Snake Encyclopedia
Search and identify 1,000+ snakes from around the world — with venomous status, family, range, size, habitat, and how to tell look-alikes apart.
Plains Black-Headed Snake
A small, secretive prairie snake with a plain tan body capped by a distinct black head and neck collar.
Plains Garter Snake
A grassland garter snake of the central Plains, typically showing a bright orange or yellow dorsal stripe on a dark body.
Short-Nosed Snake
A small, secretive elapid endemic to the heathlands and forests of southwestern Western Australia, notable for its blunt snout.
Shield-Nosed Snake
A small, thick-bodied elapid of southern Africa named for its enlarged, shield-like rostral scale used for burrowing.
Long-Nosed Snake
A boldly patterned desert snake with black, cream, and red saddles and a distinctively pointed, upturned nose.
Central Plains Milk Snake
A tricolor milk snake subspecies of the central US plains, closely resembling other regional milk snakes with red, black, and cream banding.
Great Plains Rat Snake
A gray-brown rat snake with dark blotches and a distinctive arrow-shaped mark on the head, common in the prairie states.
Plain Tree Snake
A fast-moving, slender brown colubrid found in the forests of Central America and northwestern South America.
Western Shovel-Nosed Snake
A small, banded desert specialist with a flattened, shovel-shaped snout adapted for burrowing through loose sand.
Long-Nosed Worm Snake
A small, worm-like blind snake found in the leaf litter and soil of Trinidad and adjacent parts of northern South America.
Short-Nosed Sea Snake
A small, rare sea snake with a short blunt snout, historically known from a few reef systems off Western Australia and now considered of high conservation concern.
Sonoran Shovel-Nosed Snake
A brightly banded desert snake closely resembling the Western Shovel-Nosed Snake, restricted to rocky Sonoran Desert foothills.
Northern Shovel-Nosed Snake
A small, banded burrowing elapid restricted to the arid sandy regions of northern and northwestern Australia.
Western Patch-Nosed Snake
A slender, fast-moving desert snake named for the enlarged, shield-like scale covering the tip of its snout.
Mountain Patch-Nosed Snake
A slender striped snake of rocky foothills and mountain canyons, closely related to the Western Patch-Nosed Snake.
Saddled Leaf-Nosed Snake
A larger relative of the Spotted Leaf-Nosed Snake bearing bold, saddle-shaped brown blotches along its back.
Crowned Leaf-Nosed Snake
A small, sand-colored desert colubrid with an upturned, shovel-like snout adapted for burrowing through loose desert sand.
Spotted Leaf-Nosed Snake
A small nocturnal desert snake named for its enlarged, leaf-shaped rostral scale used to dig for buried lizard eggs.
Southern Shovel-Nosed Snake
A small burrowing elapid from southern and western Australia with a distinctive banded pattern and a shovel-shaped snout for digging through sand.
Hook-Nosed Sea Snake
A highly venomous sea snake found in murky coastal and estuarine waters across the Indo-Pacific, notable for its distinctive hooked snout.
Blunt-Nosed Viper
A large, robust viper found across the Middle East, Central Asia, and parts of North Africa, regarded as one of the most medically important vipers in its range.
Long-nosed Rattlesnake
A regionally used name sometimes applied to slender-snouted rattlesnakes of arid terrain, most often referring to the tiger rattlesnake.
Long-Nosed Viper
Europe's most venomous snake, easily recognized by the small, soft nasal horn on the tip of its snout.
Ridge-nosed Rattlesnake
A small, secretive rattlesnake of isolated 'sky island' mountain ranges, named for a distinctive ridge along its snout.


◆ Directions for this task ◆
Your task is to give the data again, exactly, with every line intact.

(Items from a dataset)
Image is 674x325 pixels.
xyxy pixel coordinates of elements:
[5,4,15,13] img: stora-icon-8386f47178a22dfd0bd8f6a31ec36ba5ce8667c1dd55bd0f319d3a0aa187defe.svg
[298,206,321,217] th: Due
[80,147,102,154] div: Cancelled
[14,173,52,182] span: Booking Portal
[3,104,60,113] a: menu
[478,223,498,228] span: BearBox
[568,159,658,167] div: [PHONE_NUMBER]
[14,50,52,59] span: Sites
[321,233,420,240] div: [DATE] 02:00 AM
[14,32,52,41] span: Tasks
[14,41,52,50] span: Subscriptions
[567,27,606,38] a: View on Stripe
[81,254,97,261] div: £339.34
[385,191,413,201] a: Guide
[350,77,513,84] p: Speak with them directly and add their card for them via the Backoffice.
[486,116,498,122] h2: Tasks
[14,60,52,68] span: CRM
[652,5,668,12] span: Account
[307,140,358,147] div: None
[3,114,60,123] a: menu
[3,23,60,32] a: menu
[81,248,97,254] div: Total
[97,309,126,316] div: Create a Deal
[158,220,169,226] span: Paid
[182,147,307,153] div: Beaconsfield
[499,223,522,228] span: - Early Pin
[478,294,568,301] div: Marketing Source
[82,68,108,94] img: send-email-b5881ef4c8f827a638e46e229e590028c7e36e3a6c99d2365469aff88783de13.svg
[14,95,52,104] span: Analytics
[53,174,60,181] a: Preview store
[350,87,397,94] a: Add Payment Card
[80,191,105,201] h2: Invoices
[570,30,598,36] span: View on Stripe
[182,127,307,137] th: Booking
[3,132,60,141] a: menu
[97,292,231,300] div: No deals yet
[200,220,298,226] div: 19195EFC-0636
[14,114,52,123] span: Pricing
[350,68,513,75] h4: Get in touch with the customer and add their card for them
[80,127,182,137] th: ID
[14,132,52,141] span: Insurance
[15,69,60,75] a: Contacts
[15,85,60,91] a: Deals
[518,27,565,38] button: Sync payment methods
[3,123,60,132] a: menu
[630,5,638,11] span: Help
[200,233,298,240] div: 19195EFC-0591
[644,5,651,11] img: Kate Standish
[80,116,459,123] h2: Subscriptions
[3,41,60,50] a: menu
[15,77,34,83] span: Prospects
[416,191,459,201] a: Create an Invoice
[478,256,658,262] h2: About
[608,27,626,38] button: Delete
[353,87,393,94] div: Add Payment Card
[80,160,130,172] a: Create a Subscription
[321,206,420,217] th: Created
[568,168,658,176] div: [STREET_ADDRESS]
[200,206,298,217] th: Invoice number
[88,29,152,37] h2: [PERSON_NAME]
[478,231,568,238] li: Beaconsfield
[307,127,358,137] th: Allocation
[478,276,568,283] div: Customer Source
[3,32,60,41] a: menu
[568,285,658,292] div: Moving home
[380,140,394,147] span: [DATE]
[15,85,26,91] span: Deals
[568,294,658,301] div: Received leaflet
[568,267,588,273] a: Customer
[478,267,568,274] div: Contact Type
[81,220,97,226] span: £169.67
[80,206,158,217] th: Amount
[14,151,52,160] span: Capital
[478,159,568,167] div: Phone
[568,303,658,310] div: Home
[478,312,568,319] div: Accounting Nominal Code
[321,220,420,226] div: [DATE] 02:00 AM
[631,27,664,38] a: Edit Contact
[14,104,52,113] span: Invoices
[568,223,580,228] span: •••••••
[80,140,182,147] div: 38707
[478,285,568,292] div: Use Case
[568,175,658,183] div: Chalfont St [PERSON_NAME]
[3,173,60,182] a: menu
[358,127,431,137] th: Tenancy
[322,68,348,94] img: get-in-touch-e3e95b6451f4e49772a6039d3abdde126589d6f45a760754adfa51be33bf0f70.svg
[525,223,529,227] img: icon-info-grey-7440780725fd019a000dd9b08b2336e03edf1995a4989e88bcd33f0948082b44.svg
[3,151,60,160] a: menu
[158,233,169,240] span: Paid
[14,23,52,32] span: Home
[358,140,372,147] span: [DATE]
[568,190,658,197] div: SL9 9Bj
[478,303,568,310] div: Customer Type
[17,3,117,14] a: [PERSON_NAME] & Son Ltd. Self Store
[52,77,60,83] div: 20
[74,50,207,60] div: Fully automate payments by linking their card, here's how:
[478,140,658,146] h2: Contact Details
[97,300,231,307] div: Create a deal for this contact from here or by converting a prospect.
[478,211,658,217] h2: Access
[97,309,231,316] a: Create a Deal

◆ Completed exercise ◆
Image is 674x325 pixels.
xyxy pixel coordinates of elements:
[5,4,15,13] img: stora-icon-8386f47178a22dfd0bd8f6a31ec36ba5ce8667c1dd55bd0f319d3a0aa187defe.svg
[298,206,321,217] th: Due
[80,147,102,154] div: Cancelled
[14,173,52,182] span: Booking Portal
[3,104,60,113] a: menu
[478,223,498,228] span: BearBox
[568,159,658,167] div: [PHONE_NUMBER]
[14,50,52,59] span: Sites
[321,233,420,240] div: [DATE] 02:00 AM
[14,32,52,41] span: Tasks
[14,41,52,50] span: Subscriptions
[567,27,606,38] a: View on Stripe
[81,254,97,261] div: £339.34
[385,191,413,201] a: Guide
[350,77,513,84] p: Speak with them directly and add their card for them via the Backoffice.
[486,116,498,122] h2: Tasks
[14,60,52,68] span: CRM
[652,5,668,12] span: Account
[307,140,358,147] div: None
[3,114,60,123] a: menu
[3,23,60,32] a: menu
[81,248,97,254] div: Total
[97,309,126,316] div: Create a Deal
[158,220,169,226] span: Paid
[182,147,307,153] div: Beaconsfield
[499,223,522,228] span: - Early Pin
[478,294,568,301] div: Marketing Source
[82,68,108,94] img: send-email-b5881ef4c8f827a638e46e229e590028c7e36e3a6c99d2365469aff88783de13.svg
[14,95,52,104] span: Analytics
[53,174,60,181] a: Preview store
[350,87,397,94] a: Add Payment Card
[80,191,105,201] h2: Invoices
[570,30,598,36] span: View on Stripe
[182,127,307,137] th: Booking
[3,132,60,141] a: menu
[97,292,231,300] div: No deals yet
[200,220,298,226] div: 19195EFC-0636
[14,114,52,123] span: Pricing
[350,68,513,75] h4: Get in touch with the customer and add their card for them
[80,127,182,137] th: ID
[14,132,52,141] span: Insurance
[15,69,60,75] a: Contacts
[15,85,60,91] a: Deals
[518,27,565,38] button: Sync payment methods
[3,123,60,132] a: menu
[630,5,638,11] span: Help
[200,233,298,240] div: 19195EFC-0591
[644,5,651,11] img: Kate Standish
[80,116,459,123] h2: Subscriptions
[3,41,60,50] a: menu
[15,77,34,83] span: Prospects
[416,191,459,201] a: Create an Invoice
[478,256,658,262] h2: About
[608,27,626,38] button: Delete
[353,87,393,94] div: Add Payment Card
[80,160,130,172] a: Create a Subscription
[321,206,420,217] th: Created
[568,168,658,176] div: [STREET_ADDRESS]
[200,206,298,217] th: Invoice number
[88,29,152,37] h2: [PERSON_NAME]
[478,231,568,238] li: Beaconsfield
[307,127,358,137] th: Allocation
[478,276,568,283] div: Customer Source
[3,32,60,41] a: menu
[568,285,658,292] div: Moving home
[380,140,394,147] span: [DATE]
[15,85,26,91] span: Deals
[568,294,658,301] div: Received leaflet
[568,267,588,273] a: Customer
[478,267,568,274] div: Contact Type
[81,220,97,226] span: £169.67
[80,206,158,217] th: Amount
[14,151,52,160] span: Capital
[478,159,568,167] div: Phone
[568,303,658,310] div: Home
[478,312,568,319] div: Accounting Nominal Code
[321,220,420,226] div: [DATE] 02:00 AM
[631,27,664,38] a: Edit Contact
[14,104,52,113] span: Invoices
[568,223,580,228] span: •••••••
[80,140,182,147] div: 38707
[478,285,568,292] div: Use Case
[568,175,658,183] div: Chalfont St [PERSON_NAME]
[3,173,60,182] a: menu
[358,127,431,137] th: Tenancy
[322,68,348,94] img: get-in-touch-e3e95b6451f4e49772a6039d3abdde126589d6f45a760754adfa51be33bf0f70.svg
[525,223,529,227] img: icon-info-grey-7440780725fd019a000dd9b08b2336e03edf1995a4989e88bcd33f0948082b44.svg
[3,151,60,160] a: menu
[158,233,169,240] span: Paid
[14,23,52,32] span: Home
[358,140,372,147] span: [DATE]
[568,190,658,197] div: SL9 9Bj
[478,303,568,310] div: Customer Type
[17,3,117,14] a: [PERSON_NAME] & Son Ltd. Self Store
[52,77,60,83] div: 20
[74,50,207,60] div: Fully automate payments by linking their card, here's how:
[478,140,658,146] h2: Contact Details
[97,300,231,307] div: Create a deal for this contact from here or by converting a prospect.
[478,211,658,217] h2: Access
[97,309,231,316] a: Create a Deal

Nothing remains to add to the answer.